Celebrating MLK - Faculty Panel: "We Were There...Dartmouth and the Civil Rights Movement" this Tuesday

The Rockefeller Center is a proud sponsor or co-sponsor of several events on campus that are part of the 2015 Martin Luther King Jr. Celebration.

Please join us for the Martin Luther King Jr. Celebration Faculty Panel, “We Were There…Dartmouth and the Civil Rights Movement” in Rockefeller 003 at 4:30 pm this Tuesday, January 20.
 
This year marks the 50th anniversary of the historic march from Montgomery to Selma, Alabama. On March 25, 1965, Martin Luther King Jr. led thousands of nonviolent demonstrators on a 54-mile march for the right to vote. For this year’s celebration of this momentous event, the Rockefeller Center will explore Dartmouth’s connections to the Civil Rights Movement. A faculty panel will discuss participation in the Movement as well as its lasting impacts on the social community of the College.

The featured speakers on this panel include Gretchen Gerzina, Professor of English and Chair of African American Studies at Dartmouth College; J. Bruce Nelson, Professor Emeritus of History at Dartmouth from 1985 to 2009, who will share personal experiences about his involvement in the Civil Rights Movement in the 1960s; and Jay Satterfield, head of Dartmouth’s Rauner Special Collections Library, who will also be shedding light about the College’s historical ties to the Movement.

Professor Gerzina

Gretchen Holbrook Gerzina is Kathe Tappe Vernon Professor in Biography, Professor of English, and Chair of African American Studies at Dartmouth College. She is the author or editor of seven books, and was for fifteen years the host of the nationally syndicated public radio program “The Book Show.” She has often appeared on American and British radio and television.

J. Bruce Nelson
taught US history at Dartmouth from 1985 to 2009. He was an active participant in the Civil Rights Movement in the 1960s and was jailed in Selma, Alabama, in 1965, on the eve of the famous Selma to Montgomery march.

Jay Satterfield is the head of Dartmouth College’s Rauner Special Collections Library. Since arriving at Dartmouth in 2004, he has worked to integrate Special Collections into the intellectual life of the College. He received his PhD in American Studies from the University of Iowa in 1999 and is the author of “The World’s Best Books”: Taste, Culture and the Modern Library (Amherst: University of Massachusetts Press, 2002).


-- What is needed --
Do any lines in the data below contain "curve"? If so, copy every one of them.

-- Figure collection entries --

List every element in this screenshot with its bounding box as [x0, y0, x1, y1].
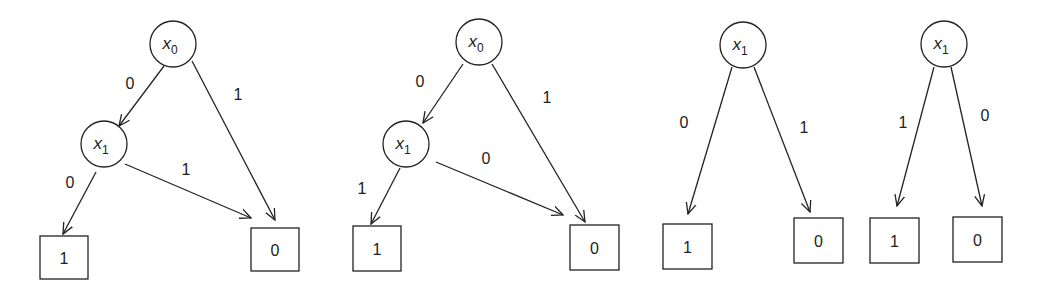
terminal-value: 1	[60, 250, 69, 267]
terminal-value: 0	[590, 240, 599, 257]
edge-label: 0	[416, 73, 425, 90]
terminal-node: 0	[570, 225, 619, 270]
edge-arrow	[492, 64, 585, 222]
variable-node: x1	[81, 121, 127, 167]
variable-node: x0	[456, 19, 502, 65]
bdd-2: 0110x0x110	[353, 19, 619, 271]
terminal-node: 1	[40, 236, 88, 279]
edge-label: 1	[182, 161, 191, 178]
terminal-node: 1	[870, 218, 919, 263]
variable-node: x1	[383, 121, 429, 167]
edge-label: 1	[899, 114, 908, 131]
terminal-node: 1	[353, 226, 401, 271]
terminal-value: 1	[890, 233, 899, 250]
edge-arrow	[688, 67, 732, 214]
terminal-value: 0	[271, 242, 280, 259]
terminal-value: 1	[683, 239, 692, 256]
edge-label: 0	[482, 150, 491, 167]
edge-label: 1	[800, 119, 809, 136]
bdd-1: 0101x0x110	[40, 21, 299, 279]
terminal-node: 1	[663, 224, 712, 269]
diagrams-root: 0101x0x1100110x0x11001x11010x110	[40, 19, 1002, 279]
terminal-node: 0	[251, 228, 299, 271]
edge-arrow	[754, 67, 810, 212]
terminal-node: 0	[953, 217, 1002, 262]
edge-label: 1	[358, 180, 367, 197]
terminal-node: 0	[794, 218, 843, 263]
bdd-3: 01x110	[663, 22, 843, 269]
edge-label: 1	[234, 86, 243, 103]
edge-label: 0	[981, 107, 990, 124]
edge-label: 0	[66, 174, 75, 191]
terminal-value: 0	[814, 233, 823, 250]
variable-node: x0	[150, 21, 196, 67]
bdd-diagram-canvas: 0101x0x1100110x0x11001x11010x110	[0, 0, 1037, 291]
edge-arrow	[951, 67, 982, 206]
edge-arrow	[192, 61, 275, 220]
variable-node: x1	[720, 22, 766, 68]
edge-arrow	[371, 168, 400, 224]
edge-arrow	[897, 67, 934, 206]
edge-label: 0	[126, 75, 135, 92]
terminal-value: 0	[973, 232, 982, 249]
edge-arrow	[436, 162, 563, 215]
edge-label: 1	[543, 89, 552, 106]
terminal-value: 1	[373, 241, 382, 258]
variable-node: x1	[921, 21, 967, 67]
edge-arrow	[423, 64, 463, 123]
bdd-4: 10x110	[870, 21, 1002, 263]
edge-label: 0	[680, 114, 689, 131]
* * *
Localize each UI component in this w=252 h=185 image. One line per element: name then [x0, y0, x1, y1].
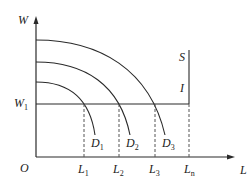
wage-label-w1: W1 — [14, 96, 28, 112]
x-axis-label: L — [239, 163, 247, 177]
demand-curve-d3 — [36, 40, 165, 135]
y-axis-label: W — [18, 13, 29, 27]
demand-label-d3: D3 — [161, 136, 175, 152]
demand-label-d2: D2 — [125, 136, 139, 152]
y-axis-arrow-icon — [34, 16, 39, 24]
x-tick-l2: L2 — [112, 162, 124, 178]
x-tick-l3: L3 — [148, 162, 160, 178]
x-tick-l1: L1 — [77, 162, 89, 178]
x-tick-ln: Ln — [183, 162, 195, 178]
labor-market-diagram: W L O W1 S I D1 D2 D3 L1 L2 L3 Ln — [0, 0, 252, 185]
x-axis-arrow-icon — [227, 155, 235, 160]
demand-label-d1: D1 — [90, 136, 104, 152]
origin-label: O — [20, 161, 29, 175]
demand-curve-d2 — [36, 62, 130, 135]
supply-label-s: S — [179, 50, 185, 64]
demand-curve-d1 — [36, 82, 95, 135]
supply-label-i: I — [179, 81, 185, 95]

-- Reply to the task --
demand-curve-d3 — [36, 40, 165, 135]
demand-curve-d2 — [36, 62, 130, 135]
demand-curve-d1 — [36, 82, 95, 135]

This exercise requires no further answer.